Guide · improve
How to improve your typing speed
Getting faster isn't about typing harder — it's about removing the few specific things slowing you down. Here's what actually moves the number.
1. Touch-type, eyes off the keys
If you still glance down, that's your ceiling. Keep your fingers on the home row and trust muscle memory; it feels slower for a week, then much faster.
2. Accuracy before speed
Every mistype costs a backspace and a retype. Slow down just enough to hit 95%+ accuracy — your effective speed goes up.
3. Drill your weak keys
Most of your errors come from a handful of keys. Pulse finds them — its keyboard heatmap tints your worst keys red — and its Practice mode drills exactly those.
4. Measure the real thing
Take a typing test for a baseline, but track your everyday speed with Pulse to see real progress across the apps you actually use.
Why most people plateau
The usual advice — type more, take more tests — stops working once you can already touch-type. Raw volume reinforces the habits you already have, good and bad alike. Progress comes from finding the specific friction and removing it, which means you first need to see it. A map of which fingers do the work does that: it shows where your hands actually struggle, not where a generic lesson assumes you do.
The cheapest speed you'll ever recover is hiding in your error rate. A single key you miss 8% of the time, struck thousands of times a week, drags every paragraph down through backspaces you barely notice. Drill that one key in focused practice and the gain compounds across everything you write — far more than shaving a few milliseconds off keys you already hit cleanly.
Then measure honestly. Test scores flatter you because the prompts are easy and the words are common. Your real numbers — across email, code, chat, the work you do all day — are the ones that move slowly and mean something. Watch those, not a one-minute sprint, and you'll know whether a change actually stuck.
Frequently asked.
How long does it take to type faster?
With deliberate practice on your weak keys, most people gain 10–20 WPM over a few weeks. Consistency beats marathon sessions — a few focused minutes daily is enough.
Should I focus on speed or accuracy?
Accuracy first. Speed built on errors collapses under backspaces. Lock in 95%+ accuracy, then let speed rise naturally.
Why is my test score higher than my everyday speed?
A test feeds you common words on a clean prompt. Real work has names, code, punctuation and thinking pauses, so everyday WPM runs lower — and that gap is the number worth closing.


▸ **Task**: Within this material, find every line where the string "subscript" appears, and copy it out.
:: Recorded data
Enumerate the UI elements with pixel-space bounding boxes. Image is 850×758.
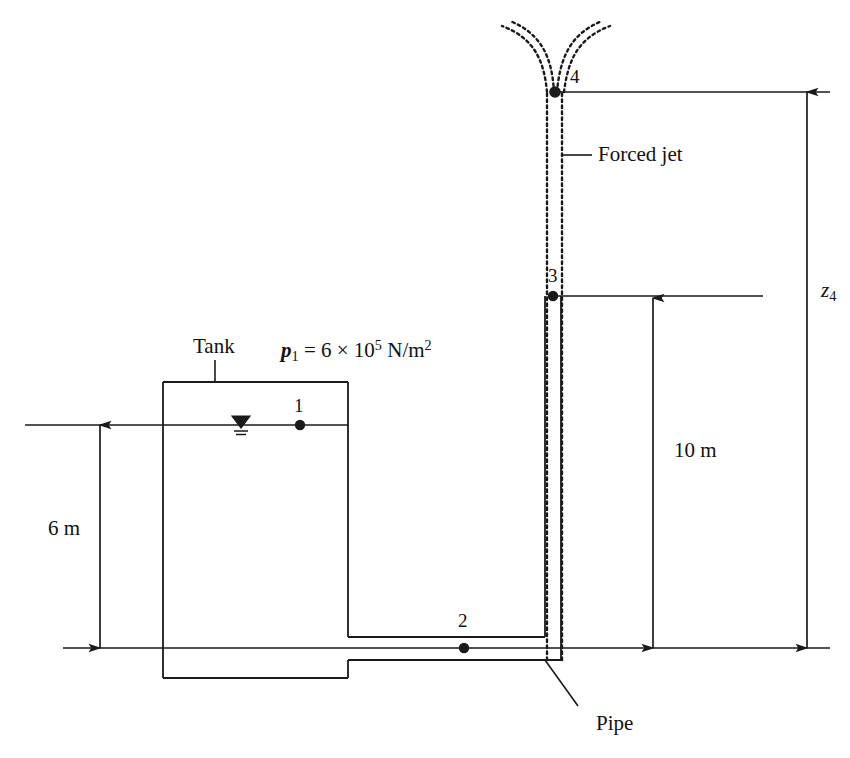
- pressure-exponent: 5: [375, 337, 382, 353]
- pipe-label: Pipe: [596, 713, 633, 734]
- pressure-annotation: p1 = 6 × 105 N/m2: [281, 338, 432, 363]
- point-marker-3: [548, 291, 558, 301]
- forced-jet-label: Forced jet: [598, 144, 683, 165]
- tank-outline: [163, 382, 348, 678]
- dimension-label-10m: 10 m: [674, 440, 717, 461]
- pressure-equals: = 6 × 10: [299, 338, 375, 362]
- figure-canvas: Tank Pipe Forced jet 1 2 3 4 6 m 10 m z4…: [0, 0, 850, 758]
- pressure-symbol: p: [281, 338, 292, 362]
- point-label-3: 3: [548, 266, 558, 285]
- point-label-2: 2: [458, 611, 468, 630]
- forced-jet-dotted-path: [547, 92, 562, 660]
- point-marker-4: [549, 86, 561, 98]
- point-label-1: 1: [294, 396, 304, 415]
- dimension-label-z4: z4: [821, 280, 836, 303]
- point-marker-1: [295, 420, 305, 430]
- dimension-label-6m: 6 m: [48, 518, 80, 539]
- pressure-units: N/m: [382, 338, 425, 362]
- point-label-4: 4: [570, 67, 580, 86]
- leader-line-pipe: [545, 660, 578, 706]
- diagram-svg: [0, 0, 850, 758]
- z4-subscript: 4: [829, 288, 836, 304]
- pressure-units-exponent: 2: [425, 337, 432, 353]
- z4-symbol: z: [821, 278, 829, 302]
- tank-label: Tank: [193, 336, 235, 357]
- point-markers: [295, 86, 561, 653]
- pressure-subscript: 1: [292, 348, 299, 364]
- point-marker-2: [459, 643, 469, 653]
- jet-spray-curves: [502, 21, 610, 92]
::::
▸ **Output of the exercise**:
- z4-subscript: 4: [829, 288, 836, 304]
- pressure-subscript: 1: [292, 348, 299, 364]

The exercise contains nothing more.